Humankind appears to be caught on the horns of a dilemma. We can have the electricity that powers our lives but warms the planet to dangerous levels or we can preserve our climate and save the planet for future generations. But not both.
 
The philosopher's stone of climate change and energy is a solution that enables us to have our electricity and preserve our planet. For some time, scientists and engineers have talked about methods to capture carbon and store it away from the atmosphere. But it had never been attempted in an intergrated system at a coal-buring power plant.
 
Until last week. At the Mountaineer plant at New Haven, West Virginia. Alstom have built a CCS plant at AEP's power station that uses chilled ammonia to capture the CO2. The gas is then pumped thousands of feet underground into safe storage. Alstom reckons that its system will capture and store some 90% of all the CO2 passing through it. For now, that applies only to 20mw, a fraction, of the power generated at Mountaineer. But the intention is to scale up the CCS activity as it proves itself.
 
In Britain, the government are strong supporters of finding a commercially viable CCS system. Our target is to achieve this by 2020. For now, that means any new combustion plant must be designed to be able to retrofit CCS once it is commercially proven. Once the technology is proven, all new coal power stations approved after April 2009 will have five years to retrofit CCS to their full capacity. The UK is fortunate in being so close to the North Sea where there are a number of potential sites for storing captured CO2 in depleted gas and oil reservoirs .
 
So last week was a beginning, the start of a clean revolution in power generation, a shot heard around the world. And it was fired by an American company in alliance with a French one. But this time, unlike in the American revolutionary war, the British are on the same side as the US and France. And we all hope that the revolution succeeds.

  • Share this with:
Friday 14 August, 2009

Letters to the editor

I want to draw your attention to two letters to the editor I've written in US papers today. The first responds to inaccuracies about the NHS in The Washington Times. The second, which runs in The New York Times, points out that the UK has integrated climate change into its national security strategy.

  • Share this with:
Thursday 16 October, 2008

The World Wildlife Fund and Climate Change

The theme of this week's annual World Wildlife Fund dinner, at the Newseum in Pennsylvania Avenue, was climate change.

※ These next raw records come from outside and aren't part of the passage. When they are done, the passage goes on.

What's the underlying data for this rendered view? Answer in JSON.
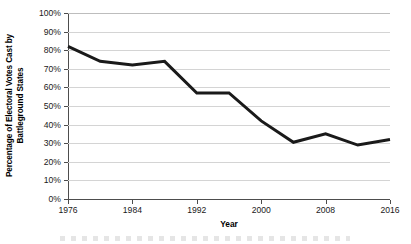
{
  "chart_data": {
    "type": "line",
    "title": "",
    "xlabel": "Year",
    "ylabel": "Percentage of Electoral Votes Cast by Battleground States",
    "ylabel_lines": [
      "Percentage of Electoral Votes Cast by",
      "Battleground States"
    ],
    "x": [
      1976,
      1980,
      1984,
      1988,
      1992,
      1996,
      2000,
      2004,
      2008,
      2012,
      2016
    ],
    "values": [
      82,
      74,
      72,
      74,
      57,
      57,
      42,
      30.5,
      35,
      29,
      32
    ],
    "series": [
      {
        "name": "Percentage of Electoral Votes Cast by Battleground States",
        "values": [
          82,
          74,
          72,
          74,
          57,
          57,
          42,
          30.5,
          35,
          29,
          32
        ]
      }
    ],
    "xlim": [
      1976,
      2016
    ],
    "ylim": [
      0,
      100
    ],
    "y_ticks": [
      0,
      10,
      20,
      30,
      40,
      50,
      60,
      70,
      80,
      90,
      100
    ],
    "y_tick_labels": [
      "0%",
      "10%",
      "20%",
      "30%",
      "40%",
      "50%",
      "60%",
      "70%",
      "80%",
      "90%",
      "100%"
    ],
    "x_ticks": [
      1976,
      1984,
      1992,
      2000,
      2008,
      2016
    ],
    "x_tick_labels": [
      "1976",
      "1984",
      "1992",
      "2000",
      "2008",
      "2016"
    ],
    "grid": true,
    "grid_axis": "y",
    "legend": false,
    "legend_position": "none",
    "line_color": "#1a1a1a",
    "line_width": 3,
    "grid_color": "#d4d4d4",
    "axis_color": "#4d4d4d",
    "background_color": "#ffffff"
  }
}
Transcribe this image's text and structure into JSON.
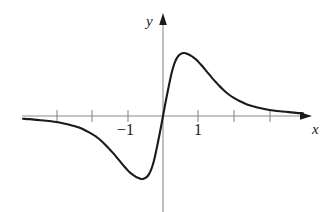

At first blush, this might seem surprising. We're all familiar with WWF's symbol of a black and white Giant Panda. WWF is a conservation organisation. They try to save endangered species, don't they? Why the emphasis on climate change?

Actually, it's pretty obvious when you think about it. The broad description of WWF's work is to encourage people to share the resources of our planet with other creatures and the natural world at large. Their vision, according to the WWF web site, starts with the aspiration to "seek to save a planet, a world of life. Reconciling the needs of human beings and the needs of others that share the Earth, we seek to practice conservation that is humane in the broadest sense".

The fact is that climate change and conservation are inextricably linked. As the WWF says, "every day a new story emerges about a species, habitat or a community affected by the impacts of climate change".

New analysis reported in the science magazine, Nature, suggests that 15-37% of a sample of 1,103 land plants and animals could eventually become extinct as a result of climate changes expected by 2050.

The WWF's Living Planet Index measures the population of some 1,300 species of vertebrates. Their records show a 30% reduction in numbers between 1970 and 2003. As WWF says, we are degrading natural ecosystems at a rate unprecedented in human history.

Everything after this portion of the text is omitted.